Campus City Project
Amsterdam
Project: Research
Location: Amsterdam, NL and globe
Year: 2011-2013
Program: Research into new forms of innovation and the campus as a future urban model
Client: Stimuleringsfonds Creative Industry ? City of Amsterdam
Initiators: BurtonHamfelt urban architecture and OeverZaaijer Architectuur en Stedebouw
In collaboration with: Studio Makkink en Bey and Juurlink en Geluk urbanism landscape
Globalization has created, alongside trade, an open international market for students. For cities that want to engage in this global talent migration, new spatial strategies are required—strategies that support an emerging innovation-based economy rather than relying on traditional industrial models. Campus Without Boundaries and the Campus City Project are research- and design-based initiatives that investigate the changing meaning of the campus and its growing relevance to urban growth and revitalization. They start from the observation that universities, cities and industry need to collaborate more closely to form new educational environments that no longer fit the classic image of the isolated, inward-looking campus. Instead of closed academic enclaves, learning increasingly takes place across networks, in hybrid settings where education, research, entrepreneurship and everyday urban life intersect. The central question driving the projects is therefore whether the next-generation campus can evolve into an urban model for the city itself.
There is increasing evidence that cities with strong universities and deep connections to research and innovation outperform more industrially oriented cities in terms of economic growth and resilience. The Campus City Project takes this insight as a starting point and explores what a knowledge- and innovation-based economy could mean for Amsterdam from the perspective of the highly mobile student. The project proposes a shift from static, single-site campuses to a distributed and “ubiquitous” campus: a network of learning spaces, start-ups and research environments embedded within the city as a continuous circuit. By organically extending the urban centre toward the A10 ring road, the project imagines a new circular urban condition in which infrastructure, public space and mixed-use density work together. The Amsterdam Ringzone becomes the focus of this vision—a new urban campus belt that connects inner-city intensity with outer-city opportunities and positions education as a driver of regeneration, innovation and inclusive urban life.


Find and copy each line of the data that includes "bottom".
-- RECORDS TO USE follows --
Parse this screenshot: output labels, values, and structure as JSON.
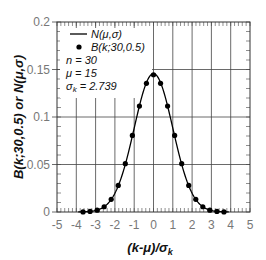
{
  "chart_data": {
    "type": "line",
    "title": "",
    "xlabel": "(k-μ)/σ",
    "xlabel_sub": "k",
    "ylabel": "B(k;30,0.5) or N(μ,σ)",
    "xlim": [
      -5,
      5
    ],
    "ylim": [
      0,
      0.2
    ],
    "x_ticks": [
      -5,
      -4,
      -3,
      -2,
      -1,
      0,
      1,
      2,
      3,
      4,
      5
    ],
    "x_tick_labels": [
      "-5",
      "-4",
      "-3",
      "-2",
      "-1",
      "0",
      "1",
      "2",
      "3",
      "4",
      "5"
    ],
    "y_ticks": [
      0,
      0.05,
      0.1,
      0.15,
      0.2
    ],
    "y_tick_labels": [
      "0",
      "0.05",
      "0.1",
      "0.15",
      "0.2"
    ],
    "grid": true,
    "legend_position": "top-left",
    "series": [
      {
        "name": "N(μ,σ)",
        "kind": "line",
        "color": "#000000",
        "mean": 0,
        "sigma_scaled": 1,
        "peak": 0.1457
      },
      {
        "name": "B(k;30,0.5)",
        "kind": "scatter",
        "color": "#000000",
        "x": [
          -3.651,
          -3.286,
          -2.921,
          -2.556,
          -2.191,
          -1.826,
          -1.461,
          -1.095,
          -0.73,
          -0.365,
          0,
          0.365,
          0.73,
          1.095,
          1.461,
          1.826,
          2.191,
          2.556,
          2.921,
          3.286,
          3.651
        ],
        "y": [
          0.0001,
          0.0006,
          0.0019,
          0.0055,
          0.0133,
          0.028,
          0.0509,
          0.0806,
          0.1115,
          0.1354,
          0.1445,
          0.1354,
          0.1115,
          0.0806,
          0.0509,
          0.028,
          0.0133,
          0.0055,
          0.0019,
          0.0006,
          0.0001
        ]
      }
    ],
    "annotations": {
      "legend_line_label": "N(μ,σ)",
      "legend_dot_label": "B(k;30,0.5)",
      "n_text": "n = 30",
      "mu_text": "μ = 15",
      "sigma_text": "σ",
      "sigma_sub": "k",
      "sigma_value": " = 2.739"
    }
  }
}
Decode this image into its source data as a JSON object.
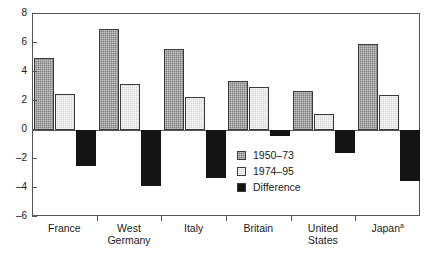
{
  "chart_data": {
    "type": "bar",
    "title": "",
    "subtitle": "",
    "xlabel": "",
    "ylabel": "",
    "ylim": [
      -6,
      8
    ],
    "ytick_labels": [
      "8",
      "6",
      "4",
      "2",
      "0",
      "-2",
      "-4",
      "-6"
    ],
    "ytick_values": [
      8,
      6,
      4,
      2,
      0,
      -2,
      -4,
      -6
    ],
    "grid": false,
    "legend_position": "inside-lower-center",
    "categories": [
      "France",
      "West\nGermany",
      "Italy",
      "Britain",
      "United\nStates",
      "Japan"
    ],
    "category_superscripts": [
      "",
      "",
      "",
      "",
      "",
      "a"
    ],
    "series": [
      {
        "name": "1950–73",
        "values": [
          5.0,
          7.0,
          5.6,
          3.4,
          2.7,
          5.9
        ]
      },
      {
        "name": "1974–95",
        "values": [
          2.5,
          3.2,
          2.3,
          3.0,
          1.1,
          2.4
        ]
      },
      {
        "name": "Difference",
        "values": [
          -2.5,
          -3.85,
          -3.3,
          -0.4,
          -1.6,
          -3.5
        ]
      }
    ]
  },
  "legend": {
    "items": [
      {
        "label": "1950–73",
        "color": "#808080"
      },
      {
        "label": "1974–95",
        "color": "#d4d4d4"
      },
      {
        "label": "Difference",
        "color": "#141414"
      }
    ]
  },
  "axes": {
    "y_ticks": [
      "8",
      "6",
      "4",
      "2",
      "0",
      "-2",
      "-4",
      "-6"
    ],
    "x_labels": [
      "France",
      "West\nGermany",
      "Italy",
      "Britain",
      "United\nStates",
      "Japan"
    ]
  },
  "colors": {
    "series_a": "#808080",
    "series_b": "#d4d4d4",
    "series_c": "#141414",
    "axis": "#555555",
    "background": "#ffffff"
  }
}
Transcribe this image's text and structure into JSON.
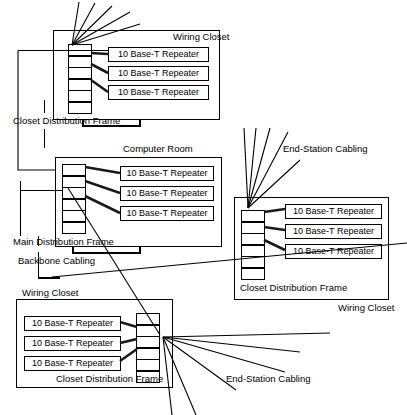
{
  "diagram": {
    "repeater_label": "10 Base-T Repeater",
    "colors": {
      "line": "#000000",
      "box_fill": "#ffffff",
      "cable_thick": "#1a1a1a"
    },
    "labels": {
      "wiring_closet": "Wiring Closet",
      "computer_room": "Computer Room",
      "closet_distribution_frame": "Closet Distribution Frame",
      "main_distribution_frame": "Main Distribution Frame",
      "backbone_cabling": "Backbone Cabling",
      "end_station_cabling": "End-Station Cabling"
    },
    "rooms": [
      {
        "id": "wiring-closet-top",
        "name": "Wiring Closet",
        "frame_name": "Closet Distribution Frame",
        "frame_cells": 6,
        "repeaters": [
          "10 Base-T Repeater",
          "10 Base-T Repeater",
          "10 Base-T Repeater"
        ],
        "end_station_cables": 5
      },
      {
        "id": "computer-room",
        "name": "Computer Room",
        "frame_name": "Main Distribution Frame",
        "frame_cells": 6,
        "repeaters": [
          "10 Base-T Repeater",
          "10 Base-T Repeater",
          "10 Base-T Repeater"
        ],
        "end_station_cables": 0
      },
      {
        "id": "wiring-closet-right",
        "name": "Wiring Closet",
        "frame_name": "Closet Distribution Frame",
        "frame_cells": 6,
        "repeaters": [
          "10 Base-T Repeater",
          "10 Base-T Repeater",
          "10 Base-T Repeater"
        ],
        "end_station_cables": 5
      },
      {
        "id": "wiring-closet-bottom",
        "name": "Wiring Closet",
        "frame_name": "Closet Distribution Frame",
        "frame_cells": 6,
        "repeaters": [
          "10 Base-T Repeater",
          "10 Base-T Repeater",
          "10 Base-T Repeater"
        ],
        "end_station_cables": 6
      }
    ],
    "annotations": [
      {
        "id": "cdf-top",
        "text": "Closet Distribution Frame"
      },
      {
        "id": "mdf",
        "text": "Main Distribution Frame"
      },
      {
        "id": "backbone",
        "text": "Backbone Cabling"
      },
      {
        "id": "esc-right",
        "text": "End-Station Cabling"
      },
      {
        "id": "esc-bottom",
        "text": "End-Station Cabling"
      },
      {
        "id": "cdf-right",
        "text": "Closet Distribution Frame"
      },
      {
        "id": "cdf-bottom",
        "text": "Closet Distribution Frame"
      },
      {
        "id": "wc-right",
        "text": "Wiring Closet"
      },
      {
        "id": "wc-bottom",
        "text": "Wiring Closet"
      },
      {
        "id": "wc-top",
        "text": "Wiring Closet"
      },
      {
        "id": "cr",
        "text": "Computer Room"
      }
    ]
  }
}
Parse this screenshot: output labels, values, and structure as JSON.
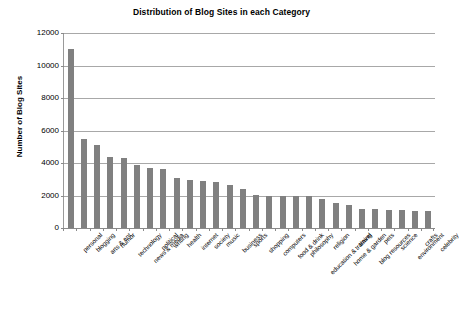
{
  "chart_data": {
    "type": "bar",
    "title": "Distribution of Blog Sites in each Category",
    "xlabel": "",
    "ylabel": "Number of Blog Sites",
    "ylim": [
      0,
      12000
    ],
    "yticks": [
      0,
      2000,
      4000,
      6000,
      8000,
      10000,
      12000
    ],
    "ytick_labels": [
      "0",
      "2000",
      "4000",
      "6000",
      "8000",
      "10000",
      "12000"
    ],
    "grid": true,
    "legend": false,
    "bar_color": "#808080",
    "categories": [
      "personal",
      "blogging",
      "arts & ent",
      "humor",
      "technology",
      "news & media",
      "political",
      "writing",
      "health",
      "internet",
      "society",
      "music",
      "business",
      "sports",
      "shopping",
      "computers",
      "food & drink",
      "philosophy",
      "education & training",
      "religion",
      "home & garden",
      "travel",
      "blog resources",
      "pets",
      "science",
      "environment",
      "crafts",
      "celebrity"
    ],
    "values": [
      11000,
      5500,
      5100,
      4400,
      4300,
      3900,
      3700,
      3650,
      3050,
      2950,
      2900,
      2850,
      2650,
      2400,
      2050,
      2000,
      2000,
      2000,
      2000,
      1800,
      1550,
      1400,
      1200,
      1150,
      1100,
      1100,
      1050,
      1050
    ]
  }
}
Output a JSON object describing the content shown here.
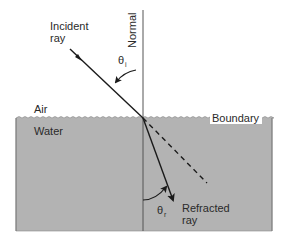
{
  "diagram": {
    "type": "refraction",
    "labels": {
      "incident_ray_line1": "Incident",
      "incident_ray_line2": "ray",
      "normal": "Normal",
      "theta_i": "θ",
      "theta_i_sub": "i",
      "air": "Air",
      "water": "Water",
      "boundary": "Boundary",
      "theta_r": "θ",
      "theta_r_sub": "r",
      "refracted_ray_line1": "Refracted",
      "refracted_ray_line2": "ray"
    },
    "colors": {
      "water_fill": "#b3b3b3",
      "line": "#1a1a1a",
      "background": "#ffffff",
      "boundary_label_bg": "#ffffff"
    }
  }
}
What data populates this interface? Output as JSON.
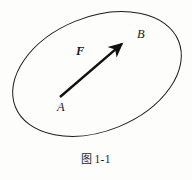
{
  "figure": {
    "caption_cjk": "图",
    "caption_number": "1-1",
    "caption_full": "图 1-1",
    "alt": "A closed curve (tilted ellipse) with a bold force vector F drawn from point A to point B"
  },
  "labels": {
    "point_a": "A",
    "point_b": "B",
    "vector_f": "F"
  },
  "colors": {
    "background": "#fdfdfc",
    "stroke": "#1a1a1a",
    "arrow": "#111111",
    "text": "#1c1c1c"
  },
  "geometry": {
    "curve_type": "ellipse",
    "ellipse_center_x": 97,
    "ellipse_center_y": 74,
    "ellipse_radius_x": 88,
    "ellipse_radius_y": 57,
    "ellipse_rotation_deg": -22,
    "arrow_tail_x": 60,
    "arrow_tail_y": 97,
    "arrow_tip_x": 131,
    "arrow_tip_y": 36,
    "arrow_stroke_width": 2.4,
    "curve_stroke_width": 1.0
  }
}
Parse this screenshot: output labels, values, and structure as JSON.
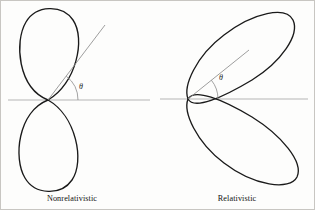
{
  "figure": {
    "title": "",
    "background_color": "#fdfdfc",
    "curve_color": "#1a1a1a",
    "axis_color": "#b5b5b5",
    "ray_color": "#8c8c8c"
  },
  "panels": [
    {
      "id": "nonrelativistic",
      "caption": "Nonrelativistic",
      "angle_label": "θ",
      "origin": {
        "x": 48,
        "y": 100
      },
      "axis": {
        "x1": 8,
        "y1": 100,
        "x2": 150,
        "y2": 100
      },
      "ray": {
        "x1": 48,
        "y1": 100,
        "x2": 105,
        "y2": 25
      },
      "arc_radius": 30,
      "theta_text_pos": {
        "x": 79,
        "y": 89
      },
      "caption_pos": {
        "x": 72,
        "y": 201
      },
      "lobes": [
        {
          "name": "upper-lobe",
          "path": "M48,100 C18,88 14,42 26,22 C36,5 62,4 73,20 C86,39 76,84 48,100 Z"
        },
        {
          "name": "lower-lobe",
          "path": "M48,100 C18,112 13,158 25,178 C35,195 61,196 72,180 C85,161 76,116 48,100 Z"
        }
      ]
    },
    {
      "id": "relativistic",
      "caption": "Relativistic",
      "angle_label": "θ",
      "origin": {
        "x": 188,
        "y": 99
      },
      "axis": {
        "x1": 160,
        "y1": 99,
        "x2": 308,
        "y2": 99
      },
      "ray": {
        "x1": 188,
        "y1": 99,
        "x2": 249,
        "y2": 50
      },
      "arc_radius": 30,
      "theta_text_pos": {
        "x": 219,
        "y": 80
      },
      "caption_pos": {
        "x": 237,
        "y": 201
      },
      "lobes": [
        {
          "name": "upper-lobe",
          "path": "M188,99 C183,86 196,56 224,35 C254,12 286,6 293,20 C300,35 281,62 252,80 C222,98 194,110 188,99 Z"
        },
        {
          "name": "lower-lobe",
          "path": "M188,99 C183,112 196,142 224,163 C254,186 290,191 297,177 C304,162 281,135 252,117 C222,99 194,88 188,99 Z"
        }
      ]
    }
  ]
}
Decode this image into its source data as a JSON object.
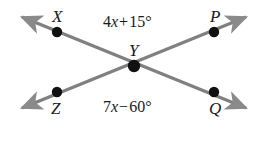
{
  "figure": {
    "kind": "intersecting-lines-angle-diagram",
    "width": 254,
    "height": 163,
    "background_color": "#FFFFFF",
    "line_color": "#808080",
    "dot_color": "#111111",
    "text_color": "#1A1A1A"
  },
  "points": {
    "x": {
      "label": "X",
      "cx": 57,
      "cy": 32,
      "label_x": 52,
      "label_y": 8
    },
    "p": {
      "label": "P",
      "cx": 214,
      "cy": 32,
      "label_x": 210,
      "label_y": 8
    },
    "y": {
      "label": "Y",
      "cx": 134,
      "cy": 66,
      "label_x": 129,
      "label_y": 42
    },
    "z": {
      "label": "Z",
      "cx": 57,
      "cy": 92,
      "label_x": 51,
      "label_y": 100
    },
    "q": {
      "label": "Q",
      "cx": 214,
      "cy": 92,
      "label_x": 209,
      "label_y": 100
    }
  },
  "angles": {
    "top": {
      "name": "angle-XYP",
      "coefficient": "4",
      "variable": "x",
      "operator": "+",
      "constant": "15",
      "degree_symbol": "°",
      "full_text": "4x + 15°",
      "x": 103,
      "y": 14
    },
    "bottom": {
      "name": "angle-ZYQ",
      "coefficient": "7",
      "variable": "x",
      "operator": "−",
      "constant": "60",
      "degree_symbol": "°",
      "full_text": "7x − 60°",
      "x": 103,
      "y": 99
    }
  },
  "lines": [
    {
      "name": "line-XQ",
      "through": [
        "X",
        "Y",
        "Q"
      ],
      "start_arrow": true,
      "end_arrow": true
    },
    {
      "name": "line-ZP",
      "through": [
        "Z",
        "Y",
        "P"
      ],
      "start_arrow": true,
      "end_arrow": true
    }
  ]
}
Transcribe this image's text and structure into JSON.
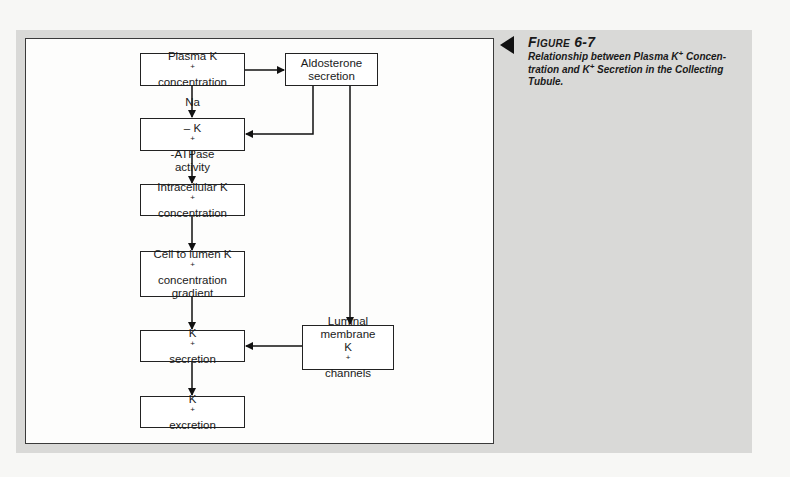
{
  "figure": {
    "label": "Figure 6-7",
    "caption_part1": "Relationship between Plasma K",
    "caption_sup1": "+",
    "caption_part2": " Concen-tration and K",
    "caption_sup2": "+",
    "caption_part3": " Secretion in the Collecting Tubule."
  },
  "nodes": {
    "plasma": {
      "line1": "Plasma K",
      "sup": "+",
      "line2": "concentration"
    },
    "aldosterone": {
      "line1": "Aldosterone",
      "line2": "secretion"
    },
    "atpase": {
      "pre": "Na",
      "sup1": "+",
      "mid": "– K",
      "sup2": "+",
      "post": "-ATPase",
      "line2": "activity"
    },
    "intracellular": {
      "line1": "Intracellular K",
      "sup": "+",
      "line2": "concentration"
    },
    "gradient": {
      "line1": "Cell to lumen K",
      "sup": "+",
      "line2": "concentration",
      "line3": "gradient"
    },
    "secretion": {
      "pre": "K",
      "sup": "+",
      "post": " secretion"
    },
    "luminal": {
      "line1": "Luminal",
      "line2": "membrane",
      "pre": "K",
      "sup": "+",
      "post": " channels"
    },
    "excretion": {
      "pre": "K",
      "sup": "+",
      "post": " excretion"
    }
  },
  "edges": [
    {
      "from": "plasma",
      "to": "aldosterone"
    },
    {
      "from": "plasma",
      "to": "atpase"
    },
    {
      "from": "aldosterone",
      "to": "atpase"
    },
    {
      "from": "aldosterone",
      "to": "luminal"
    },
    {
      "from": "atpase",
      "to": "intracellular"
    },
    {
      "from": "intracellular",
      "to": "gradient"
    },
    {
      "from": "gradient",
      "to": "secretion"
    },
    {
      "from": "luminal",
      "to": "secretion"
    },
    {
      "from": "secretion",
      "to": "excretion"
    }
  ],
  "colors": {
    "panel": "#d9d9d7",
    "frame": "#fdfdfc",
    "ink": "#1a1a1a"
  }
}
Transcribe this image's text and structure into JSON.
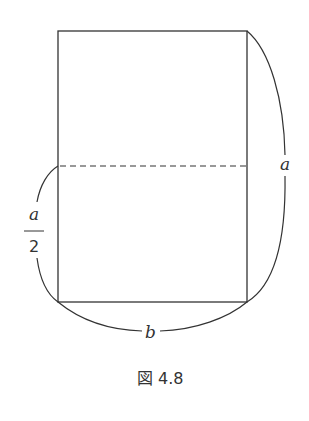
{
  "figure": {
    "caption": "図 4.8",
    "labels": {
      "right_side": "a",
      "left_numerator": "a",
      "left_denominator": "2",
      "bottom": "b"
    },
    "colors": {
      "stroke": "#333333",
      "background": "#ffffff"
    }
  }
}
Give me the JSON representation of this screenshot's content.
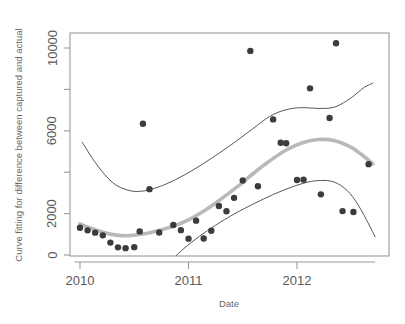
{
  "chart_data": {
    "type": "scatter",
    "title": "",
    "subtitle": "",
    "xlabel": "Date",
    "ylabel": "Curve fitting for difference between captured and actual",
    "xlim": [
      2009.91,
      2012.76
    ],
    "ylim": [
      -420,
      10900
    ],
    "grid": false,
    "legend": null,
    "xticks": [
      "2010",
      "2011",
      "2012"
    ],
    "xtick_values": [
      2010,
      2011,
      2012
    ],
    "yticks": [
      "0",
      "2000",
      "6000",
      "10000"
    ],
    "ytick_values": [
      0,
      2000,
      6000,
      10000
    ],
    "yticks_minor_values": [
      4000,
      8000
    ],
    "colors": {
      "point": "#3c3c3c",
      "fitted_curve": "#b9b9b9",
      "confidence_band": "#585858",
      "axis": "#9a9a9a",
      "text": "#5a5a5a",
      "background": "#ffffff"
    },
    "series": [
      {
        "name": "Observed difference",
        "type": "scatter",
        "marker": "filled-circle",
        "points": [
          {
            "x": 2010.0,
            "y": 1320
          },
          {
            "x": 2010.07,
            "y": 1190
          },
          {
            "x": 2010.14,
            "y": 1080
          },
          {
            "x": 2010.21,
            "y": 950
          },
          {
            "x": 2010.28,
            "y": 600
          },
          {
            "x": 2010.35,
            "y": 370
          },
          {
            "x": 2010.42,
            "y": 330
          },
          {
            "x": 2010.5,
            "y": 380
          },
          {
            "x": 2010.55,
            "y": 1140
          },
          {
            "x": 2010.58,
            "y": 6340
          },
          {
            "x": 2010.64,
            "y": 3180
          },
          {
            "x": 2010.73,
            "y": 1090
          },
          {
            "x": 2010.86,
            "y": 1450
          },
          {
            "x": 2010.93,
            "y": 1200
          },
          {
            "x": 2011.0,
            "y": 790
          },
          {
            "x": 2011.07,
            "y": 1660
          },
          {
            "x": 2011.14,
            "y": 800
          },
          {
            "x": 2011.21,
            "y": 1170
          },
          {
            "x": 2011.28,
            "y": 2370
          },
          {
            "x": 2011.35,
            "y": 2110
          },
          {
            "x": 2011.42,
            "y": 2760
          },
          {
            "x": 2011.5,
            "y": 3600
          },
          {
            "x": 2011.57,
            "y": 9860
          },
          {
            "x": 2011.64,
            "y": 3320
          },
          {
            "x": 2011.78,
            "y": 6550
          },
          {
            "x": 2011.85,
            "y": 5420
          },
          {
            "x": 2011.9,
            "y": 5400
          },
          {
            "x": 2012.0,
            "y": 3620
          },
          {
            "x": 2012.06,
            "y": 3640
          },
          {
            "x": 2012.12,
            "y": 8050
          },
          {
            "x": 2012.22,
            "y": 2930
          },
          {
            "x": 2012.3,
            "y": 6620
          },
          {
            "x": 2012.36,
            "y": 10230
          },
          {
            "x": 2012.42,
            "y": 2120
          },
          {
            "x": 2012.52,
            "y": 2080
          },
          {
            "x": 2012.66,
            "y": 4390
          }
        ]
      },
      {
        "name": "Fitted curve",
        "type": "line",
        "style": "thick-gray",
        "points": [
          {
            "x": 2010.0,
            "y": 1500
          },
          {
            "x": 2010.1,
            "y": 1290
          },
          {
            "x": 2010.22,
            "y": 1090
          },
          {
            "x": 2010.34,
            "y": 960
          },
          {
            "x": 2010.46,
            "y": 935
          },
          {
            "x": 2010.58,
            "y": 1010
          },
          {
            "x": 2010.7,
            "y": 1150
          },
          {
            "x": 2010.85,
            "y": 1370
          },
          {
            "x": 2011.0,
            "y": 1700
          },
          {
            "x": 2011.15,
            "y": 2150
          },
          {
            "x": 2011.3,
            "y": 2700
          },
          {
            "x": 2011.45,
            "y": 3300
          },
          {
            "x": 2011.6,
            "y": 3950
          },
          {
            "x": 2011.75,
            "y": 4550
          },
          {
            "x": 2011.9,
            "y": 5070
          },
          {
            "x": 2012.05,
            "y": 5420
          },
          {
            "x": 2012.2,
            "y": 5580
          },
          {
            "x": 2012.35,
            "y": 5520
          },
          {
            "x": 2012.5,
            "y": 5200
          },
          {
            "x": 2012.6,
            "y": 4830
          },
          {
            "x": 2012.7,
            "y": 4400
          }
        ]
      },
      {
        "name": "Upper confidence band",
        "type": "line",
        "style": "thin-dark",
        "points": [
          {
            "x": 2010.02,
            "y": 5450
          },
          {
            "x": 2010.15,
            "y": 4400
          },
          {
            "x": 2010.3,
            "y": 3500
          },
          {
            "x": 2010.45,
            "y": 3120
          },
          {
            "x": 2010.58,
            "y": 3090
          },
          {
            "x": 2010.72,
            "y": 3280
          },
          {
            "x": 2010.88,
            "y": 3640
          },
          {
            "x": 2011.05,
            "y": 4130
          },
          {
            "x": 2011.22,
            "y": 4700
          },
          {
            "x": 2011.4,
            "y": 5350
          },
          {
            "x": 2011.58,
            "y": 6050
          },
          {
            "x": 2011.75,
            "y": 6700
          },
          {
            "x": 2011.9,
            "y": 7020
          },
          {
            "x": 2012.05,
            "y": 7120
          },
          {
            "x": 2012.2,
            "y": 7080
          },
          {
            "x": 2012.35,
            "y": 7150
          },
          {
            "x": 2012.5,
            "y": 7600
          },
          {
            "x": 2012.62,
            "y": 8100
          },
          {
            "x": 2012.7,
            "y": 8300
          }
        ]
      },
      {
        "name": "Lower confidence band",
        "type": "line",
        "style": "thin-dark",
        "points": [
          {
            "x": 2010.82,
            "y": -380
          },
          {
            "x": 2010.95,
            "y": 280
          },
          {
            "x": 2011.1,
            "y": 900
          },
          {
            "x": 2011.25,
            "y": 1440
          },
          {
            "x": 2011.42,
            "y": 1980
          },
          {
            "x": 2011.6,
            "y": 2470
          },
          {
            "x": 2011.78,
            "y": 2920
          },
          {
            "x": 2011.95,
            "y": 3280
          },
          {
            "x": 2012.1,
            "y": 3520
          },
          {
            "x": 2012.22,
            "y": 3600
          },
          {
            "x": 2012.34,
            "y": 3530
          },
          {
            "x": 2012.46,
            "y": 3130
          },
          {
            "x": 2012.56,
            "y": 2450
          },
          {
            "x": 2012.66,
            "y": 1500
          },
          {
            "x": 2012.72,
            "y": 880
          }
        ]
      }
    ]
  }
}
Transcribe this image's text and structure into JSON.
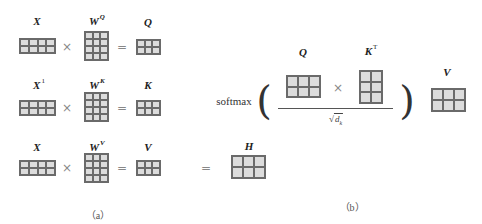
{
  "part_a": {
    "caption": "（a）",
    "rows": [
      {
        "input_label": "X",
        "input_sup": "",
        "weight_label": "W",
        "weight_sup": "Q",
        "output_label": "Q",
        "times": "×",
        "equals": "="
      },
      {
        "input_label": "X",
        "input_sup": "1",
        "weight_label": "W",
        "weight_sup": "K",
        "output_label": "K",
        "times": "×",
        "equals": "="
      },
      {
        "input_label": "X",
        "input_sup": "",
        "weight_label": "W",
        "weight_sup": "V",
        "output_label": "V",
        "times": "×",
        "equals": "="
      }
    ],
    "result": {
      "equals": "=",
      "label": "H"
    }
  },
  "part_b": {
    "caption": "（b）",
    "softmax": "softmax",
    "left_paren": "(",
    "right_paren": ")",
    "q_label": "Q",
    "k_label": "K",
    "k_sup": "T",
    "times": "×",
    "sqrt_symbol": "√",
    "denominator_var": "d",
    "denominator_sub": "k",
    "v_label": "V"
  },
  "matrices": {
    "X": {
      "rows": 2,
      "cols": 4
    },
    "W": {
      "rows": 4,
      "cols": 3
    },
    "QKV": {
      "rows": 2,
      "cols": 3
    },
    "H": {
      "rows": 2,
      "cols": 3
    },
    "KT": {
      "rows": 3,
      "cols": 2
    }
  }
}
-- RECORDS TO USE concluded --
ANSWER TO THIS TASK:
        "id": "wiring-closet-bottom",
        "id": "esc-bottom",
        "id": "cdf-bottom",
        "id": "wc-bottom",
    "bottom": {
      "bottom": "b"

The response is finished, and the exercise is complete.